Data analyses are generally not “one size fits all”; this is particularly true when with approaches used to analyze RNA-seq and microarray data. The characteristics of the data produced by these two technologies can be quite different. This tutorial has example analyses organized by technology so you can follow examples that are more closely tailored to the nature of the data at hand.
Table of Contents generated with DocToc
RNA-sequencing measures gene expression by direct high-throughput sequencing methods after the RNA has been isolated from a sample.
(based on diagram from “An introduction to RNA-Seq methods, applications, experimental design, and technical challenges” 2015)
The diagram above provides a brief overview of the RNA-seq process, which includes extracting the total RNA from a tissue population, isolating the specific RNA species, converting the RNA to cDNA, and constructing a sequencing library to perform PCR amplification and sequencing. As with all experimental methods, RNA-seq has strengths and limitations that you should consider in regards to your scientific questions.
The nature of sequencing introduces several different kinds of biases:
Love (2016) discusses these biases in this blog post which includes this handy figure.
Most normalization methods, including refine.bio’s processing methods, attempt to mitigate these biases, but these biases can never be fully negated. Some of these biases have been addressed to the extent that they can by our refine.bio processing methods so you don’t have to worry too much about them. In brief, refine.bio data is quantified by Salmon using their correction algorithms: --seqbias
and --gcbias
.
refine.bio data is available for you quantile normalized, which can address some library size biases. But more often than not, our example modules will recommend using the option for downloading non-quantile normalized data (note that this is RNA-seq specific, and microarray data does not have this download option).
See here for more about the quantile normalization process in refine.bio.
DESeq2 is an R package that is built for differential expression analysis but also has other useful functions for prepping RNA-seq counts data (Love et al. 2014). Our refine.bio data is summarized to the gene-level with tximport before you download it (Soneson et al. 2015) which is also from the same creators as DESeq2, so they are made to play well together. We generally like DESeq2 because it has great documentation and helpful tutorials.

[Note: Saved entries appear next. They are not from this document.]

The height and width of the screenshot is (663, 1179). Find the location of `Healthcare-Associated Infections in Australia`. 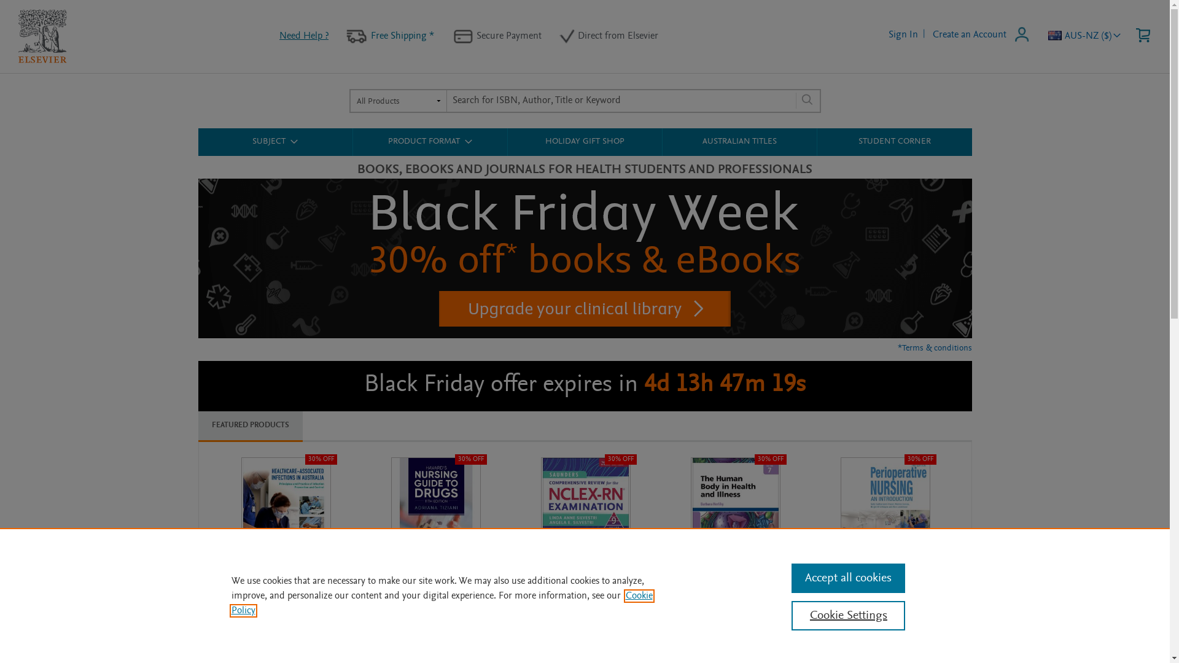

Healthcare-Associated Infections in Australia is located at coordinates (278, 592).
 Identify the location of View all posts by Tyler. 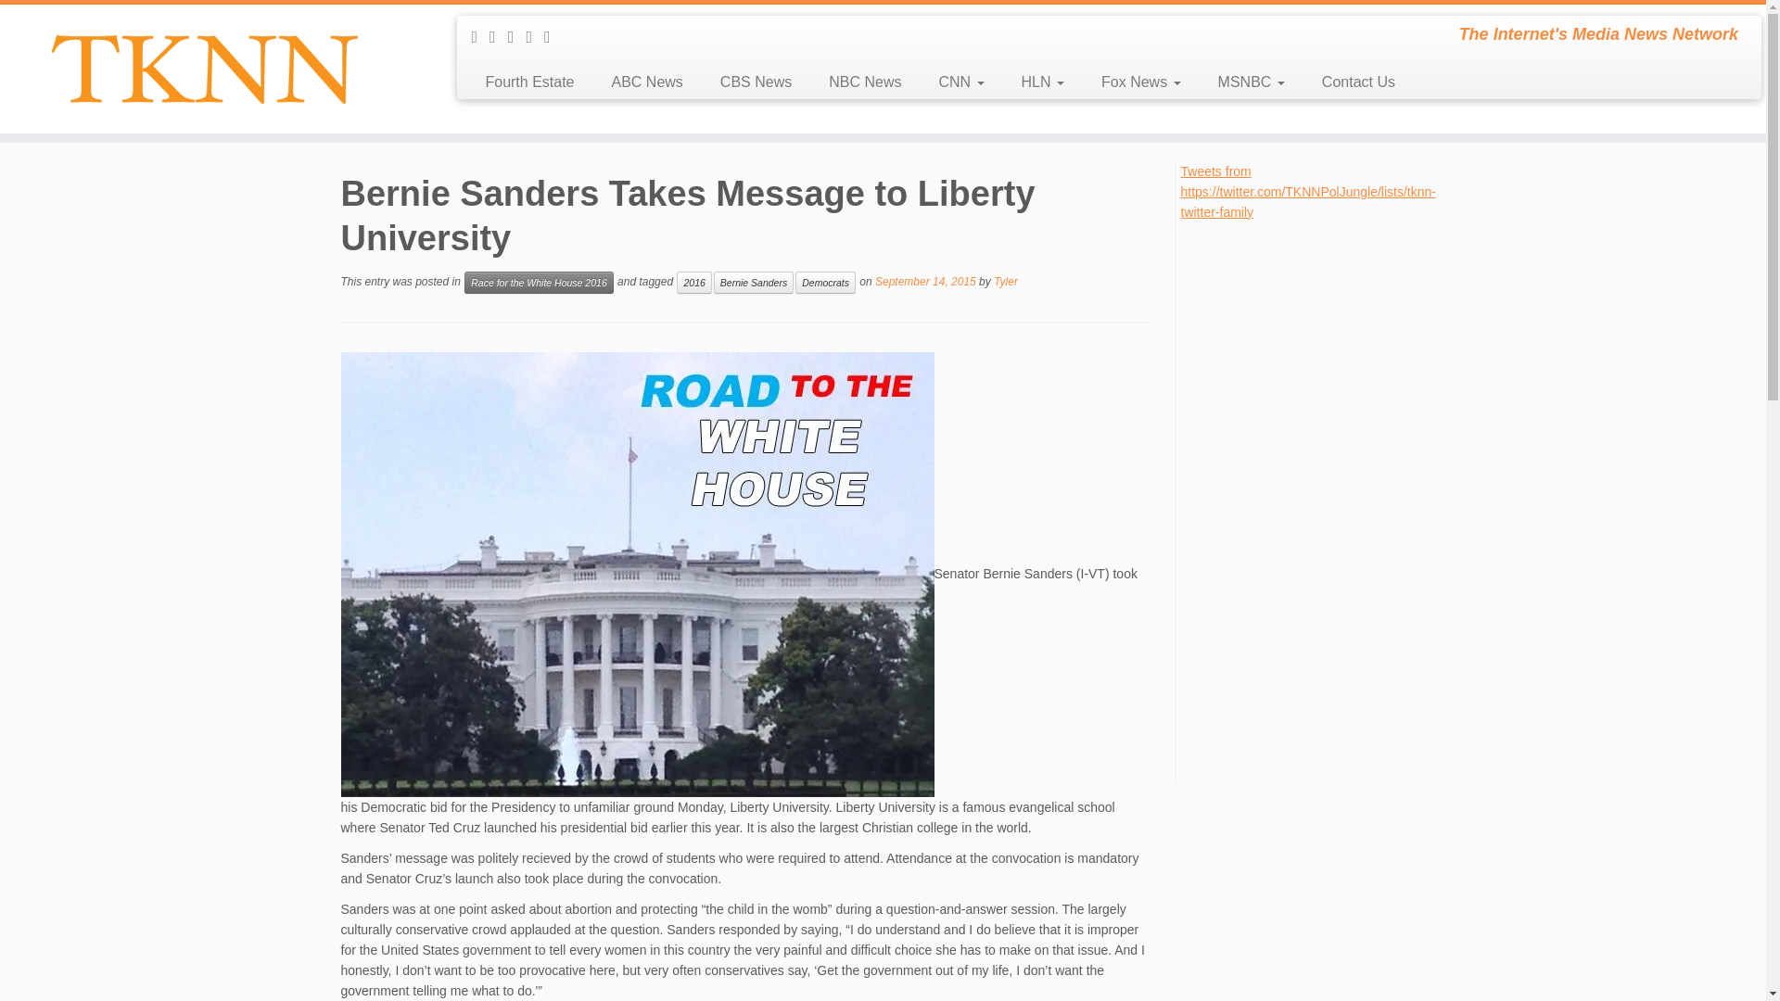
(1005, 282).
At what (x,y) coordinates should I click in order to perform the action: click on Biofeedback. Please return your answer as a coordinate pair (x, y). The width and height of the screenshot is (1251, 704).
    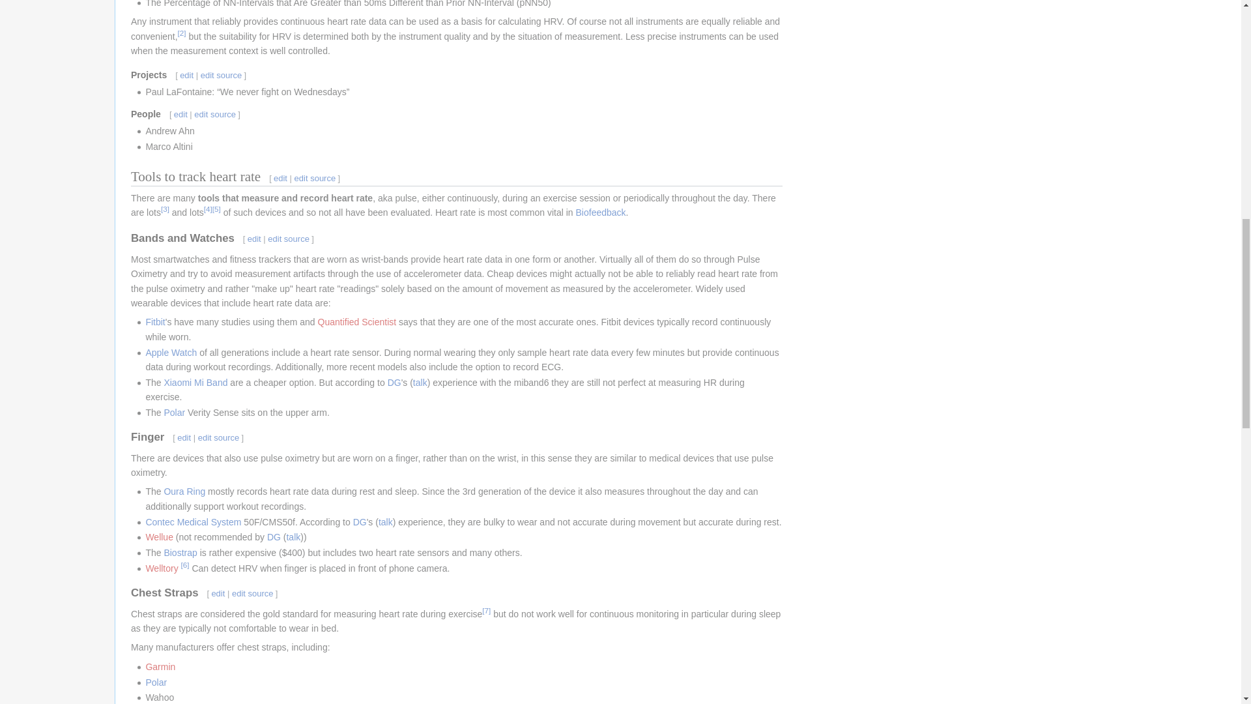
    Looking at the image, I should click on (601, 212).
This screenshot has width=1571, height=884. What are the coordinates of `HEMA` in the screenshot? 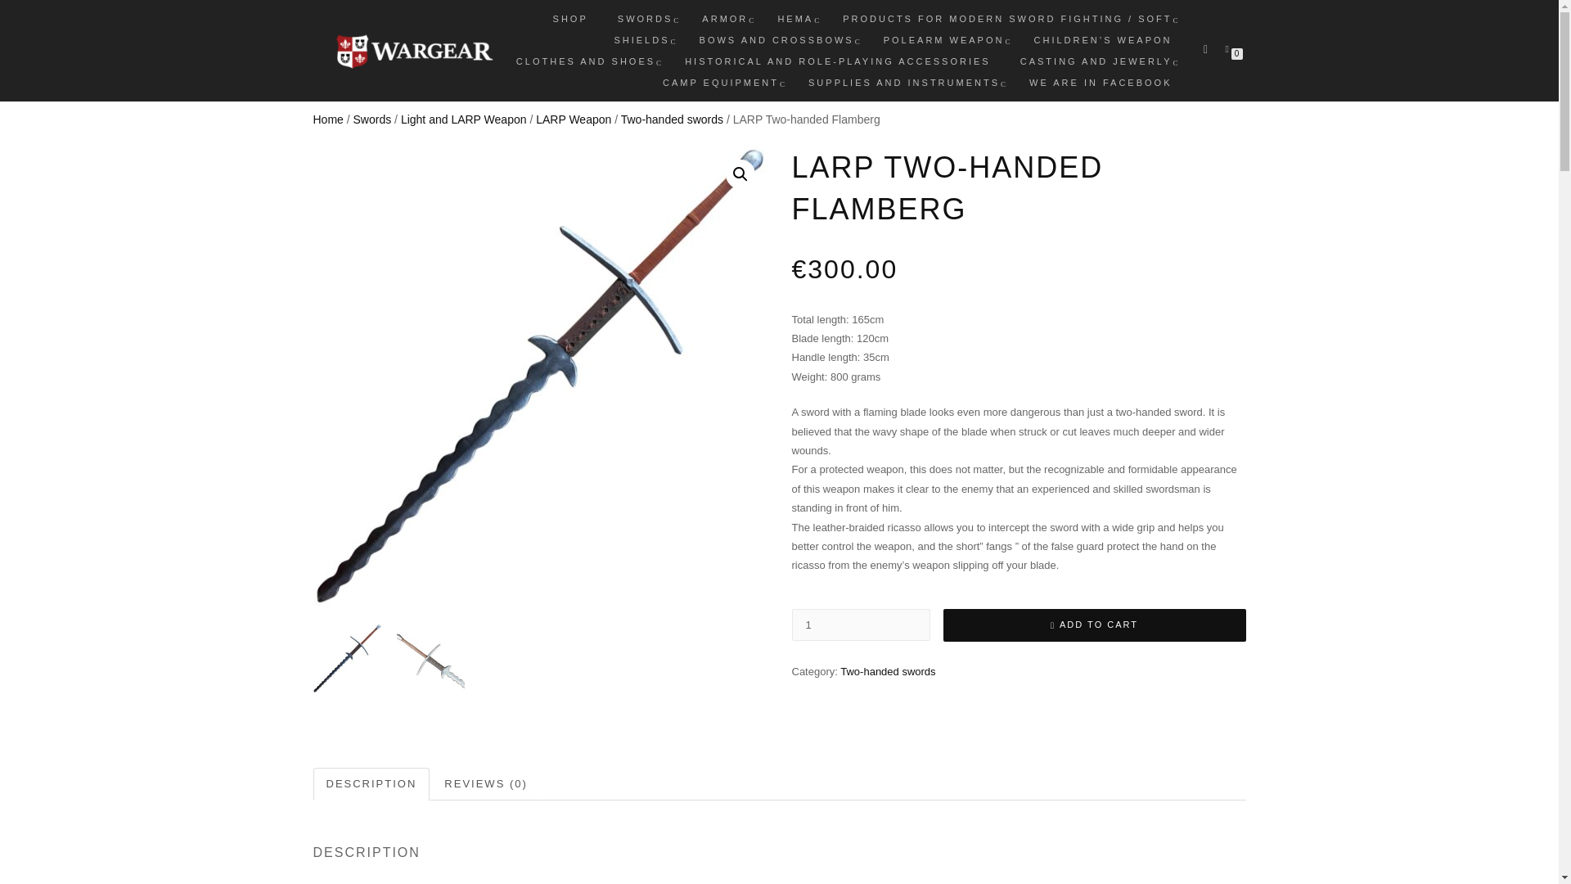 It's located at (795, 18).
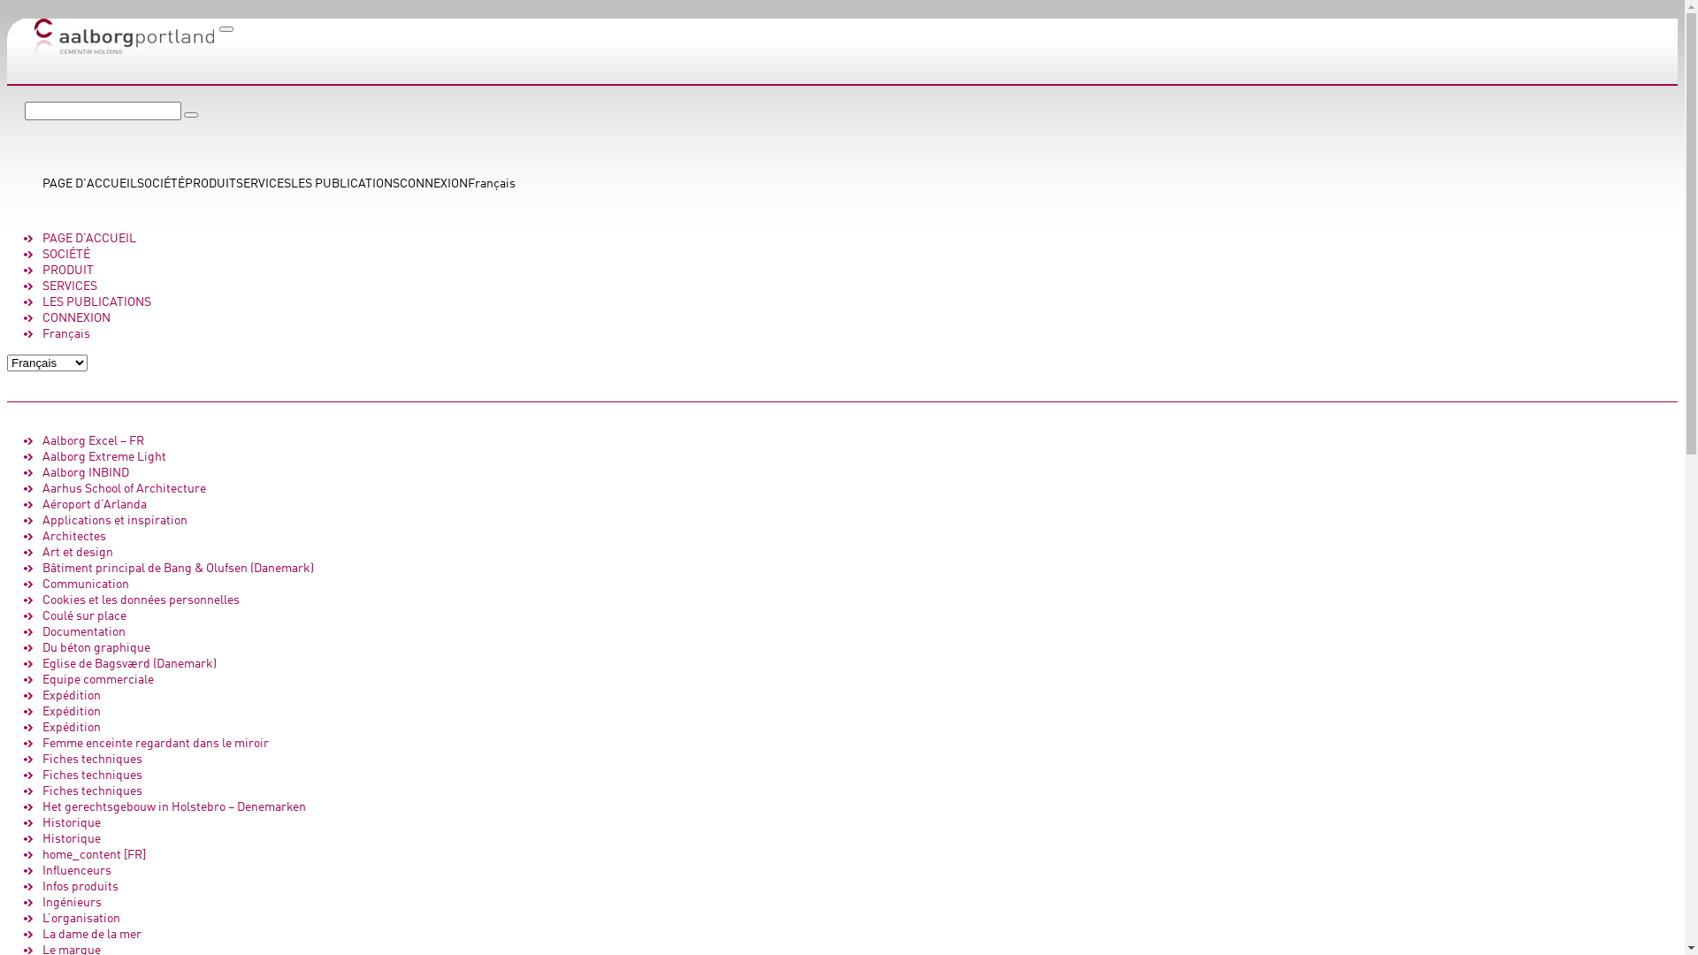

Many R Bioconductor packages have specialized object types they want your data to be formatted as. For DESeq2, before we can use a lot the special functions, we need to get our data into a DESeqDataSet
object. DESeqDataSet
objects not only store your data, but additional transformations of your data, model information, etc.
From our refine.bio datasets, we will use a function DESeqDataSetFromMatrix()
to create our DESeqDataSet
objects. This DESeq2 function requires you provide counts and not a normalized or corrected value like TPMs. Which is why our examples advise downloading non-quantile normalized from refine.bio.
Our examples recommend using DESeq2 for normalizing your RNA-seq data. You may have heard about or worked with FPKM, TPM, RPKMs; how does DESeq2’s normalization compare? This handy table from an online Harvard Bioinformatics Core course nicely summarizes and compares these different methods (Harvard Chan Bioinformatics Core). For more about the steps behind DESeq2 normalization, we highly recommend this StatQuest video which explains it quite nicely (Starmer 2017a).
To normalize and transform our data with DESeq2, we generally use vst()
(variance stabilizing transformation) or rlog()
(regularized logarithm transformation). Both methods are very similar. Both normalize your data by correcting for library size differences but they also transform your data removing the dependence of the variance on the mean, meaning that low mean genes won’t have inflated variance from just one or a few samples having higher values than the rest (Michael I. Love and Huber 2020). Of the two methods, rlog()
takes a bit longer to run (Michael I. Love and Huber 2019). If you end up using a larger dataset and rlog()
transformation takes a bit too long, you can switch to using vst()
with confidence since they yield similar results given the dataset is large enough (Michael I. Love and Huber 2019).
If a gene is not detected in any of the samples in a set through our processing, it is still kept in the Gene
column, but it will be reported as 0
. But if the gene you are interested in does not have an Ensembl ID according to the version of the annotation we used, it will not be reported in any refine.bio download.
In short, both edgeR and DESeq2 are good options and we at the CCDL just went with one of our preferences! See this blog that summarizes these – by one of the creators of DESeq2 – he agrees edgeR is also great.
If you have strong preferences for edgeR, you can definitely use your refine.bio data with it, but we currently do not have examples of that. In this case, we’d refer you to edgeR’s section of this example analysis and wish you the best of luck on your data adventures (Hansen)!
Unfortunately at this time, all download-ready refine.bio data is summarized to the gene level, and there’s no great way to examine isoforms with this data. If your research needs to know transcript isoform information, you may need to look elsewhere. This paper discusses some tools for these kinds of questions (Zhang et al. 2017).